HANDS-ON ACTIVITY: THE YEAST BREATHING MACHINE
Big Idea:
Just as ancient cyanobacteria released oxygen and changed Earth's atmosphere, living organisms today are constantly releasing gases as byproducts of their metabolism. This activity makes that invisible process visible.
Materials:
- One packet of active dry yeast
- Sugary cereal, crushed into a powder (about 2 tablespoons)
- Warm water (about half a cup)
- A large sealable plastic bag or a balloon
- Optional: a ruler to measure bag inflation
Step 1: Assemble the Reaction Chamber
Put the dry yeast and crushed cereal into the bag. Pour in the warm water quickly, then squeeze out as much air as possible before sealing the bag tightly. Label this your "reaction chamber."
Step 2: The Fermentation Equation
Write this out together before you start:
Sugar + Yeast + Warm Water produces CO2 Gas + Energy
"The yeast is eating the sugar and breathing out carbon dioxide, just like you breathe out CO2 when you exercise."
Step 3: Watch the Bag
Lay the bag on a flat surface and observe over 15 to 30 minutes. Measure and record the bag's size at regular intervals on the lab sheet.
Step 4: Compare
If you have time, try a bag with cool water instead of warm. What happens to the rate of gas production?
Step 5: Connect to the Great Oxidation Event
"Billions of years ago, cyanobacteria were doing something similar, but instead of CO2, they were releasing oxygen. That oxygen built up in the atmosphere over hundreds of millions of years and eventually made complex life possible. This bag shows how even invisible microscopic organisms can physically change their entire environment if there are enough of them and enough time."
Step 6: Discuss
- What would eventually happen if you kept adding more yeast and sugar to a sealed bag?
- How is what yeast do in this bag similar to what cyanobacteria did to Earth's atmosphere? How is it different?
What's Really Happening (Caregiver Explanation):
This activity models how biological gas production can physically change an environment at scale. Yeast produce CO2 through fermentation, the bag inflates as the gas accumulates with nowhere to go. Cyanobacteria produced oxygen through photosynthesis, and over hundreds of millions of years that oxygen accumulated in Earth's atmosphere, eventually reaching the levels needed for complex animal life. The key insight is that microscopic organisms can drive planetary-scale change given enough time and numbers. This is one of the most important ideas in Earth's history.
Digging Deeper:
Research the Great Oxidation Event and find out what happened to the anaerobic organisms that were already living on Earth when cyanobacteria started pumping out oxygen. Was oxygen actually a poison to them? Then look up the banded iron formations in ancient rock and explain what they tell geologists about when oxygen first appeared in Earth's atmosphere.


TASK OBJECTIVE:
Please return each record exactly as it stands.

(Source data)
* * * * * * * * *
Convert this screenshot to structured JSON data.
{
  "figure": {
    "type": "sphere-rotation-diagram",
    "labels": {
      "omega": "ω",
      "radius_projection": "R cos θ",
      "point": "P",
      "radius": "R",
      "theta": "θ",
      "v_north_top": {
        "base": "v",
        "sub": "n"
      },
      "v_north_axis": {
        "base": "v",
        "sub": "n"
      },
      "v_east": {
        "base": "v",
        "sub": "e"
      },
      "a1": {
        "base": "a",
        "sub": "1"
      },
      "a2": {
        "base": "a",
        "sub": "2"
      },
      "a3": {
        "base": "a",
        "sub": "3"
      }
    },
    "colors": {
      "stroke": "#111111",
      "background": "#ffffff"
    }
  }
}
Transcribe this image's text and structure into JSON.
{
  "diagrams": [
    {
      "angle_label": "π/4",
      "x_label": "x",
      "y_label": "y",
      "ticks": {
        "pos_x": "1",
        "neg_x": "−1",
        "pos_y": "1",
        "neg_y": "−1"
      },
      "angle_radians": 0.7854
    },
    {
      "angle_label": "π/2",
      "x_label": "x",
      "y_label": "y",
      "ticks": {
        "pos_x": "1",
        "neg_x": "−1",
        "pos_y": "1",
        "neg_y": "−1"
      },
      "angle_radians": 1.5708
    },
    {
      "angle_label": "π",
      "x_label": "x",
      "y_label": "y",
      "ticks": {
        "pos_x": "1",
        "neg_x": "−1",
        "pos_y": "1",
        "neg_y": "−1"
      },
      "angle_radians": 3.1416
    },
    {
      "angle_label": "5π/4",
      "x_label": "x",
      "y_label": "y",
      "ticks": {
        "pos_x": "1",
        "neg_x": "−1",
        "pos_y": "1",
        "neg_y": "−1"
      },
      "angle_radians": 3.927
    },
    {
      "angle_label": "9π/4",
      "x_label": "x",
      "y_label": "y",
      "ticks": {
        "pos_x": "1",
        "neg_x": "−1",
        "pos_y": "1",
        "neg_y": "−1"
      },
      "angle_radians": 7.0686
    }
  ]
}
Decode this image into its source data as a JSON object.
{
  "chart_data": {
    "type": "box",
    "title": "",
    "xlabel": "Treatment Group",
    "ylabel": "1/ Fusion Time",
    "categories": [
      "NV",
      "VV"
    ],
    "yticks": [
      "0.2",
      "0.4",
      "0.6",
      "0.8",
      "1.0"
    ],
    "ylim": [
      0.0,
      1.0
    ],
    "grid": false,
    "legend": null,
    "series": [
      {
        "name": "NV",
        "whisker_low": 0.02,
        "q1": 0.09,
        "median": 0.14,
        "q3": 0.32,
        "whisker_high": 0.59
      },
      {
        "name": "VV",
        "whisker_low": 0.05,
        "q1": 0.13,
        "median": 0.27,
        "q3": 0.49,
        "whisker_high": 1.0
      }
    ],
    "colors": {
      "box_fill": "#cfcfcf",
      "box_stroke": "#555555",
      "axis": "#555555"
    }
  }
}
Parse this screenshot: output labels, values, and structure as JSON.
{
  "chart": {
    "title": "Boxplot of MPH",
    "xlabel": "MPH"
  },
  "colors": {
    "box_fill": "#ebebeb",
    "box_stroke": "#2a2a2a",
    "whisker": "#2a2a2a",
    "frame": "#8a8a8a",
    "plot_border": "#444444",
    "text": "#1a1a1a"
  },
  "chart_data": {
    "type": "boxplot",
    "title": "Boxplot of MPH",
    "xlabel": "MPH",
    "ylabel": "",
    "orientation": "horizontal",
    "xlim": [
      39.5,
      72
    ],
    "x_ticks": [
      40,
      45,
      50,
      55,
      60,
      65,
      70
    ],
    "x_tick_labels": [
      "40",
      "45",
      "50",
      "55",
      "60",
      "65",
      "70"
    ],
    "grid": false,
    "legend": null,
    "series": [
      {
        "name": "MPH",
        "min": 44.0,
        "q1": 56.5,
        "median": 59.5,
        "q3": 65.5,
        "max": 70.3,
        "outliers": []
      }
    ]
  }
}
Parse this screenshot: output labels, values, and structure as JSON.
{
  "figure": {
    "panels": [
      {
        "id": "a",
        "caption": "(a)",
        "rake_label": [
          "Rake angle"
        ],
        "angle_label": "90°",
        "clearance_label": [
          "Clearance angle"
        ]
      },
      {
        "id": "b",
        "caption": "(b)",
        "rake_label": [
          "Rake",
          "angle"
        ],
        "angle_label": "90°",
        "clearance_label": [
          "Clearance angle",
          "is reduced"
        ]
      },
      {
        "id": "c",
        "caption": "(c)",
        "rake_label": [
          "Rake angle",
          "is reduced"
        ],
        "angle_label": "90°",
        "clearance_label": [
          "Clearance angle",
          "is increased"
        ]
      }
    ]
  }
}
* * * * * * * * *
YOUR SOLUTION:
Convert this screenshot to structured JSON data.
{
  "figure": {
    "type": "sphere-rotation-diagram",
    "labels": {
      "omega": "ω",
      "radius_projection": "R cos θ",
      "point": "P",
      "radius": "R",
      "theta": "θ",
      "v_north_top": {
        "base": "v",
        "sub": "n"
      },
      "v_north_axis": {
        "base": "v",
        "sub": "n"
      },
      "v_east": {
        "base": "v",
        "sub": "e"
      },
      "a1": {
        "base": "a",
        "sub": "1"
      },
      "a2": {
        "base": "a",
        "sub": "2"
      },
      "a3": {
        "base": "a",
        "sub": "3"
      }
    },
    "colors": {
      "stroke": "#111111",
      "background": "#ffffff"
    }
  }
}
Transcribe this image's text and structure into JSON.
{
  "diagrams": [
    {
      "angle_label": "π/4",
      "x_label": "x",
      "y_label": "y",
      "ticks": {
        "pos_x": "1",
        "neg_x": "−1",
        "pos_y": "1",
        "neg_y": "−1"
      },
      "angle_radians": 0.7854
    },
    {
      "angle_label": "π/2",
      "x_label": "x",
      "y_label": "y",
      "ticks": {
        "pos_x": "1",
        "neg_x": "−1",
        "pos_y": "1",
        "neg_y": "−1"
      },
      "angle_radians": 1.5708
    },
    {
      "angle_label": "π",
      "x_label": "x",
      "y_label": "y",
      "ticks": {
        "pos_x": "1",
        "neg_x": "−1",
        "pos_y": "1",
        "neg_y": "−1"
      },
      "angle_radians": 3.1416
    },
    {
      "angle_label": "5π/4",
      "x_label": "x",
      "y_label": "y",
      "ticks": {
        "pos_x": "1",
        "neg_x": "−1",
        "pos_y": "1",
        "neg_y": "−1"
      },
      "angle_radians": 3.927
    },
    {
      "angle_label": "9π/4",
      "x_label": "x",
      "y_label": "y",
      "ticks": {
        "pos_x": "1",
        "neg_x": "−1",
        "pos_y": "1",
        "neg_y": "−1"
      },
      "angle_radians": 7.0686
    }
  ]
}
Decode this image into its source data as a JSON object.
{
  "chart_data": {
    "type": "box",
    "title": "",
    "xlabel": "Treatment Group",
    "ylabel": "1/ Fusion Time",
    "categories": [
      "NV",
      "VV"
    ],
    "yticks": [
      "0.2",
      "0.4",
      "0.6",
      "0.8",
      "1.0"
    ],
    "ylim": [
      0.0,
      1.0
    ],
    "grid": false,
    "legend": null,
    "series": [
      {
        "name": "NV",
        "whisker_low": 0.02,
        "q1": 0.09,
        "median": 0.14,
        "q3": 0.32,
        "whisker_high": 0.59
      },
      {
        "name": "VV",
        "whisker_low": 0.05,
        "q1": 0.13,
        "median": 0.27,
        "q3": 0.49,
        "whisker_high": 1.0
      }
    ],
    "colors": {
      "box_fill": "#cfcfcf",
      "box_stroke": "#555555",
      "axis": "#555555"
    }
  }
}
Parse this screenshot: output labels, values, and structure as JSON.
{
  "chart": {
    "title": "Boxplot of MPH",
    "xlabel": "MPH"
  },
  "colors": {
    "box_fill": "#ebebeb",
    "box_stroke": "#2a2a2a",
    "whisker": "#2a2a2a",
    "frame": "#8a8a8a",
    "plot_border": "#444444",
    "text": "#1a1a1a"
  },
  "chart_data": {
    "type": "boxplot",
    "title": "Boxplot of MPH",
    "xlabel": "MPH",
    "ylabel": "",
    "orientation": "horizontal",
    "xlim": [
      39.5,
      72
    ],
    "x_ticks": [
      40,
      45,
      50,
      55,
      60,
      65,
      70
    ],
    "x_tick_labels": [
      "40",
      "45",
      "50",
      "55",
      "60",
      "65",
      "70"
    ],
    "grid": false,
    "legend": null,
    "series": [
      {
        "name": "MPH",
        "min": 44.0,
        "q1": 56.5,
        "median": 59.5,
        "q3": 65.5,
        "max": 70.3,
        "outliers": []
      }
    ]
  }
}
Parse this screenshot: output labels, values, and structure as JSON.
{
  "figure": {
    "panels": [
      {
        "id": "a",
        "caption": "(a)",
        "rake_label": [
          "Rake angle"
        ],
        "angle_label": "90°",
        "clearance_label": [
          "Clearance angle"
        ]
      },
      {
        "id": "b",
        "caption": "(b)",
        "rake_label": [
          "Rake",
          "angle"
        ],
        "angle_label": "90°",
        "clearance_label": [
          "Clearance angle",
          "is reduced"
        ]
      },
      {
        "id": "c",
        "caption": "(c)",
        "rake_label": [
          "Rake angle",
          "is reduced"
        ],
        "angle_label": "90°",
        "clearance_label": [
          "Clearance angle",
          "is increased"
        ]
      }
    ]
  }
}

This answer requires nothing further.